How to Keep Mice From Hiding in the Oven

If you find yourself reluctant to host scratching, fussy parasites in your kitchen – and you’re pretty sure you can hear them clattering in your stove and oven – you’re not alone. Mice are attracted to the warmth of the pilot lamp and the abundance of crumbs and food debris in and around the oven. Here’s how to get rid of them.

First, clean the stove in and around it.

Mice rush to ovens and stoves for free food, so the first step is to starve them. Clean the inside of the stove to remove any food debris. Sweep the floor without leaving crumbs and cover all exposed food sources, including trash bags. Check the floor and hob daily to prevent buildup.

Turn off the gas and take out the stove

To inspect the oven thoroughly, you need to pry it off the wall.
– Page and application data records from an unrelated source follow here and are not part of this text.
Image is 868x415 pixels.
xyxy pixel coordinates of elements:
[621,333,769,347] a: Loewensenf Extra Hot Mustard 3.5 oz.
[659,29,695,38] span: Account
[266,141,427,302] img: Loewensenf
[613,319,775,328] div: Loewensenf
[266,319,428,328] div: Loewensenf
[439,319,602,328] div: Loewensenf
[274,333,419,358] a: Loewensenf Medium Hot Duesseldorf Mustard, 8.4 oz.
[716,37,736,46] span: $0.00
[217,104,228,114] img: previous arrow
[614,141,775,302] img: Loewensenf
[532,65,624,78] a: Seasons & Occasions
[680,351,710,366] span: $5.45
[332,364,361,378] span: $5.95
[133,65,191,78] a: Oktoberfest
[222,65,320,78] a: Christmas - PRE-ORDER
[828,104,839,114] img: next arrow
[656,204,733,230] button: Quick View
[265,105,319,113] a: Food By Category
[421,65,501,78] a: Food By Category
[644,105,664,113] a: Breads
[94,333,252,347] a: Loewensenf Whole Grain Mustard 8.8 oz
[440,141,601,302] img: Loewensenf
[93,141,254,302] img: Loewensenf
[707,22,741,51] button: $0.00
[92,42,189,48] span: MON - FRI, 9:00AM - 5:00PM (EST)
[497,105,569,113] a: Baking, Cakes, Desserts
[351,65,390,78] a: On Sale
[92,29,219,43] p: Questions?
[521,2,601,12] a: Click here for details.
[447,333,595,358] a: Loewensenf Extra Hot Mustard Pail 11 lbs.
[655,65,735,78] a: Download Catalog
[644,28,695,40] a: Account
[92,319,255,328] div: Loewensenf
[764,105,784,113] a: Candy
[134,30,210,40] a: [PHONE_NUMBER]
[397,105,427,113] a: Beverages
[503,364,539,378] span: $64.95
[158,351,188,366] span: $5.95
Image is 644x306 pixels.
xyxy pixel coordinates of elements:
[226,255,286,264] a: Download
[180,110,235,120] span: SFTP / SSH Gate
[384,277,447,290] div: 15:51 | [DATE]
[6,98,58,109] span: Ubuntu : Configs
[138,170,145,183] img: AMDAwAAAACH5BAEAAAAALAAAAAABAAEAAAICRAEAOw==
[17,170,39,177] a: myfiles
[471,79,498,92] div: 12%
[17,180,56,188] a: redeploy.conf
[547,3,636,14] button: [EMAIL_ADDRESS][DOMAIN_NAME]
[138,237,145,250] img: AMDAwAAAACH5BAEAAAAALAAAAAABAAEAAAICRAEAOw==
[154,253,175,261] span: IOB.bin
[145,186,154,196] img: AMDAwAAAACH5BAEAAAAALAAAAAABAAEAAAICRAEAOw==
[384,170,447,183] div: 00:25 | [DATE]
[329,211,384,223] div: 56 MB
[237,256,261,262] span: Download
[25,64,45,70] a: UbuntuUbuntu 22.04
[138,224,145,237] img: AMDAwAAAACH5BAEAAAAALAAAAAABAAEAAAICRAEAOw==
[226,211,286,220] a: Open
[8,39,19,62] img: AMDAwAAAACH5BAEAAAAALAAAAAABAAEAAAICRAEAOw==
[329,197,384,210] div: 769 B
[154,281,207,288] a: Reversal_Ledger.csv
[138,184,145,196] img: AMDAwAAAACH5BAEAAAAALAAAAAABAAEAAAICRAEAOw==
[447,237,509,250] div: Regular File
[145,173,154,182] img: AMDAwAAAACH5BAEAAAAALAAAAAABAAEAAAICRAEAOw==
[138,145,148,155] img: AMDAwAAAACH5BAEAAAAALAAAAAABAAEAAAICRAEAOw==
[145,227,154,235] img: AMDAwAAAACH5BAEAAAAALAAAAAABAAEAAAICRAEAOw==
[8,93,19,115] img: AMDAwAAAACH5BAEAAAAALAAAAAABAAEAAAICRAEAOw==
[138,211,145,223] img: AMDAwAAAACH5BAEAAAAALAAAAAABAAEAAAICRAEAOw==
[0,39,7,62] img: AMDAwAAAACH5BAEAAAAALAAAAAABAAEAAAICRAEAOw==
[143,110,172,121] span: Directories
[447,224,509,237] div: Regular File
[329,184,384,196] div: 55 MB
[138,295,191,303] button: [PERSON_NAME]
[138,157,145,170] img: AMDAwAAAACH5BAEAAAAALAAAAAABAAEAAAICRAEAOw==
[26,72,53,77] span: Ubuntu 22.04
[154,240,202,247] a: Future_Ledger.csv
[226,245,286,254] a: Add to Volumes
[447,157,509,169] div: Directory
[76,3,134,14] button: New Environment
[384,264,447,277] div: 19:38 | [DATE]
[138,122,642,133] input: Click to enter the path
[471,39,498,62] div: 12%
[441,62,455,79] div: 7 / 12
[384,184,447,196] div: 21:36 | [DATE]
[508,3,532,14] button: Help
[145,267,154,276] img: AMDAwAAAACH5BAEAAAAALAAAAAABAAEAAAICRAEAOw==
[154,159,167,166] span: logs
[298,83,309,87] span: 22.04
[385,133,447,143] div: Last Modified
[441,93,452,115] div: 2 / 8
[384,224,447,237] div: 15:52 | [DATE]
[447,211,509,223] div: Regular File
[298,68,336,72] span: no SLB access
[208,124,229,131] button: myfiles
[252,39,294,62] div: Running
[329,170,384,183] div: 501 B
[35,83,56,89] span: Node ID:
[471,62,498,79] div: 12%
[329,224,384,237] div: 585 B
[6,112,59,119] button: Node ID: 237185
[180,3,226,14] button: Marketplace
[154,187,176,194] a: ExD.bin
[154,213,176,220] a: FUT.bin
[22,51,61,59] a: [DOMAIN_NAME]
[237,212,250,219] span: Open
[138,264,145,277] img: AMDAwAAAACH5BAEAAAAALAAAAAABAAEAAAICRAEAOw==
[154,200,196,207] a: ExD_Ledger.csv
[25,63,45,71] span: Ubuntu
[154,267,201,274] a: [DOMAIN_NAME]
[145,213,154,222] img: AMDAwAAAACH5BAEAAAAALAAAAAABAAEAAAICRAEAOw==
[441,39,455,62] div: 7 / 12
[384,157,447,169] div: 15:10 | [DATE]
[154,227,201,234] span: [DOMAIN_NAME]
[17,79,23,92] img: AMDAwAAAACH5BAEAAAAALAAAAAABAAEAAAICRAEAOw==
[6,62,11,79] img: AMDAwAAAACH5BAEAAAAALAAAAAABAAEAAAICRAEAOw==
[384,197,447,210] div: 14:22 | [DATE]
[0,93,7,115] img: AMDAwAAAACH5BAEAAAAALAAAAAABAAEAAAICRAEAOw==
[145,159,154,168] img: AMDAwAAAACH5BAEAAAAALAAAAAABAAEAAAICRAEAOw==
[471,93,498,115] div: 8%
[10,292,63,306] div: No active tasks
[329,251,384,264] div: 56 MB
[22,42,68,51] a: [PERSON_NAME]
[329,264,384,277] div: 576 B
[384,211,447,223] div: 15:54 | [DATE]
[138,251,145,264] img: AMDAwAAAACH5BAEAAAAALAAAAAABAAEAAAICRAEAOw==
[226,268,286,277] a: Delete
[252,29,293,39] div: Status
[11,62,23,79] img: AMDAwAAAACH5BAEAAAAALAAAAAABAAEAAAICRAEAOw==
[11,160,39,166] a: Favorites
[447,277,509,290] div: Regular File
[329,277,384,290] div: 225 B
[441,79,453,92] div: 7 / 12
And for that, if it runs on gas, you need to close the gas valve first so that you can disconnect the gas intake hose from the oven.

Move the slab away from the wall to determine how the mice get there. Sometimes you will find an obvious mouse-sized hole as the culprit (which can be as small as dimes); in other cases, scratches or mouse marks will be your clues. Look behind sinks, near pipes, and around one of the most common entrances, your stove’s gas inlet hose.

Close the oven entry points

While Terminix suggests sealing these entry points with sealant or wire mesh , another approach is to fill the holes with cotton balls soaked in pure peppermint oil and then steel wool, before sealing the hole with putty paste for an extra layer of protection. Then cover this place with cardboard so that the mice do not interfere with your work while it dries – and at a fateful moment they will inevitably try to pull it out of the oven.

Set your traps and then … make things worse

Here the two paths for catching mice diverge. While Thermix advises to seal all holes, install snap traps behind the oven, and repack them frequently (and then call them to finish if that doesn’t work), this Hunker’s article takes a potentially terrible step forward. In it, they suggest placing peanut butter or cheese glue traps or snap-on traps around entry points and along the back of the oven, which seems okay. (If you don’t want them to fall into the glue trap, you can also use nonkill traps.) But that’s not all.

After reconnecting the gas line and re-energizing the valve, you could kick in by turning on the oven ( and brazier, if you’re hardcore) and the heat will force the mice out of any remaining holes you have n’t made. you will see and you will fall into the traps.

“Follow all the fleeing mice that make their way through the glue traps to any mouse holes you may not know about,” they advise. But … what if you can’t see where they came from, let alone follow them fast enough? And an even more disturbing question: what if you close all the holes and they have nowhere else to run? What then? What do I do about the mass murder of mice on my conscience?

If the idea of ​​taking the charred corpses of mice out of the oven makes you shiver, there is another way suggested by my humane husband, who repeatedly asked: “Why are you writing about this again?” Which is honestly a fair question.

If you don’t want to play detective mouse or risk leaving no escape holes, leave one open on purpose. That way, when you turn on the heater, the mice have at least one surefire way to escape. Place traps behind this exit point. Or, if your problem is serious enough and you are willing to spend the money, call a professional exterminator to take care of the problem for you.